Wednesday, 10 July 2013

Huge iceberg calves from Pine Island Glacier.

The DLR satellite TerraSAR-X observed a 720 km² iceberg calve away from the Pine Island Glacier in Antarctica and float free into the Amundsen Sea on Monday 8 July 2013. The glacier, which flows along the south side of the Hudson Mountains into Pine Island Bay (named for the seaplane USS Pine Island which first explored the area, not for any local flora) drains about 10% of Antarctica's Western Ice Shelf and has both accelerated and thinned notably since observations began, increasing in speed by about 73% and losing an average of 46 gigatonnes of mass per year between 1973 and 2007.

The newly formed iceberg (upper left) calving away from Pine Island Glacier. DLR.

The loss of icebergs from Pine Island Glacier into the sea is a natural process; all glaciers flow, and eventually either calve into the sea (or sometimes a big lake) or reach an area warm enough to melt, feeding streams and rivers. However the increase in the rate at which Pine Island Glacier is flowing and thinning is reason for concern. 

Glaciers are fed by precipitation, like rivers, but increased precipitation will not necessarily lead to increased flow as it will with a river, as the flow of a glacier is determined by its mass-balance ratio. Effectively this means a glacier's flow is driven by a combination of input and temperature. It the amount of precipitation increases and the temperature drops the glacier will slow and thicken. I the case of Pine Island Glacier it is thought that the increased flow is driven primarily by the warming of the Amundsen Sea, which removes more material at the calving front (warm a glacier and it calves more rapidly) causing the glacier to flow more rapidly, which in the absence of a notable increase in precipitation, has led the glacier to thin.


▸ **Exercise**: Scan the data for "Cart" and copy the lines it appears in.

******************************

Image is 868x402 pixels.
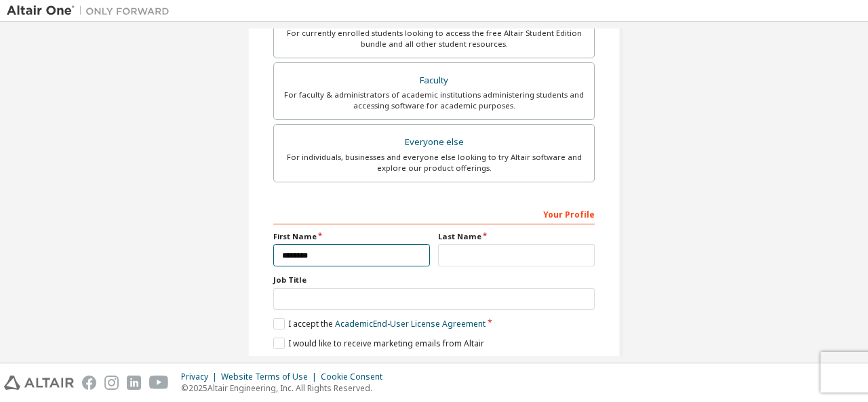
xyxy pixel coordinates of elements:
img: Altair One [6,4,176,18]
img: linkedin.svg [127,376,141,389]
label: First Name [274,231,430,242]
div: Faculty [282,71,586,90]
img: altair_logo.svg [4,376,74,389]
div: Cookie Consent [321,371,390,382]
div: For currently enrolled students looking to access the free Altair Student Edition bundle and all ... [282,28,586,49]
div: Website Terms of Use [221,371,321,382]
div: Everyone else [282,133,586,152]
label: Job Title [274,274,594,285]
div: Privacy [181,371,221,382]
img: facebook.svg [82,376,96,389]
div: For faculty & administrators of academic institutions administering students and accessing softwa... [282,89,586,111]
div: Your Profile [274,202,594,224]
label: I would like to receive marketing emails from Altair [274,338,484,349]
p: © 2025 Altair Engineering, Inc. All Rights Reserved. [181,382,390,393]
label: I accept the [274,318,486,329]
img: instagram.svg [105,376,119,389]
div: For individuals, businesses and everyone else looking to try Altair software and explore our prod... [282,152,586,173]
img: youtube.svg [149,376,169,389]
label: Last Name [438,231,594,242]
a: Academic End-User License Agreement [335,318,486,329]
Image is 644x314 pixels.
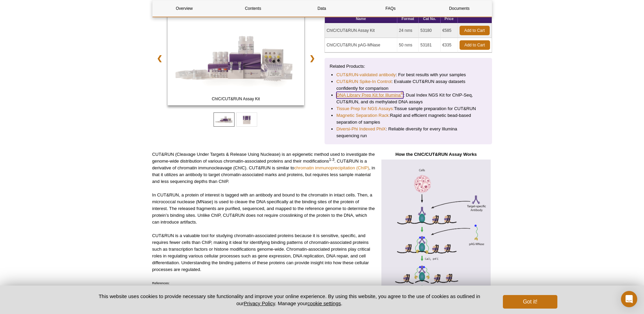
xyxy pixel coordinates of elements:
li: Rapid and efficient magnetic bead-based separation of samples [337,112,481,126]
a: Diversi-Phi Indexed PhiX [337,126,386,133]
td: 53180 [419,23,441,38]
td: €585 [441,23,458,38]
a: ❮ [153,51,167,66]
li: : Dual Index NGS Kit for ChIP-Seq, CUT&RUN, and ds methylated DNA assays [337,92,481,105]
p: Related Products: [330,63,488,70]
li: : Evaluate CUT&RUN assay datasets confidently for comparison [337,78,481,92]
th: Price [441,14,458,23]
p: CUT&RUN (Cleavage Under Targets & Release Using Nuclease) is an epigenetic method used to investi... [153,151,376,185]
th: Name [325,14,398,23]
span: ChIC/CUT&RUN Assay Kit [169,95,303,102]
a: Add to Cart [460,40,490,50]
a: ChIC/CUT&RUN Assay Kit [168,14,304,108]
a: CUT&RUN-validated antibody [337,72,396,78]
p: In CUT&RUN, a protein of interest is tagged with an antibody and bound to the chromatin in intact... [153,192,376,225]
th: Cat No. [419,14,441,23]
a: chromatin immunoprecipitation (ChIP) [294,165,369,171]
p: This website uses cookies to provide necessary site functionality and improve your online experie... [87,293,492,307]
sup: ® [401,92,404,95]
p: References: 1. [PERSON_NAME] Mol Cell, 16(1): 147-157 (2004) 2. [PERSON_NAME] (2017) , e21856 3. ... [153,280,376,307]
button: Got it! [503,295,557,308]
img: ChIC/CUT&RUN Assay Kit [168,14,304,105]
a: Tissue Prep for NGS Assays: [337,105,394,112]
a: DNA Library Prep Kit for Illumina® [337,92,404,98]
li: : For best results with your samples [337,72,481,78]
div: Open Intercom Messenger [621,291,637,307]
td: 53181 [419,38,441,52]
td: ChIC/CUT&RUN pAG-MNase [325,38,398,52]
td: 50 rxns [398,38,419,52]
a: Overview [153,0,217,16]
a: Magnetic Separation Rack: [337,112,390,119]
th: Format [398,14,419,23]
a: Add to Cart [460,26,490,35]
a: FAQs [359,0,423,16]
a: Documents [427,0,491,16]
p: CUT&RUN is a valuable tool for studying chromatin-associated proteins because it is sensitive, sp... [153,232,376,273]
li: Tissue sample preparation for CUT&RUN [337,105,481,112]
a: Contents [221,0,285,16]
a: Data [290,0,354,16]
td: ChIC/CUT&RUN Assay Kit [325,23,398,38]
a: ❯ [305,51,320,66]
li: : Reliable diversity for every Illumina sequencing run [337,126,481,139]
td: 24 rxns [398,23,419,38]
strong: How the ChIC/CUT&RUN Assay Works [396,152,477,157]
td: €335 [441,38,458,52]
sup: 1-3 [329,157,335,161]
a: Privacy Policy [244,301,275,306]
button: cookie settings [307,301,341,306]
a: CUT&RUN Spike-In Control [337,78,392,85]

******************************

▸ **Result**:
a: Add to Cart [460,40,490,50]
a: Add to Cart [460,26,490,35]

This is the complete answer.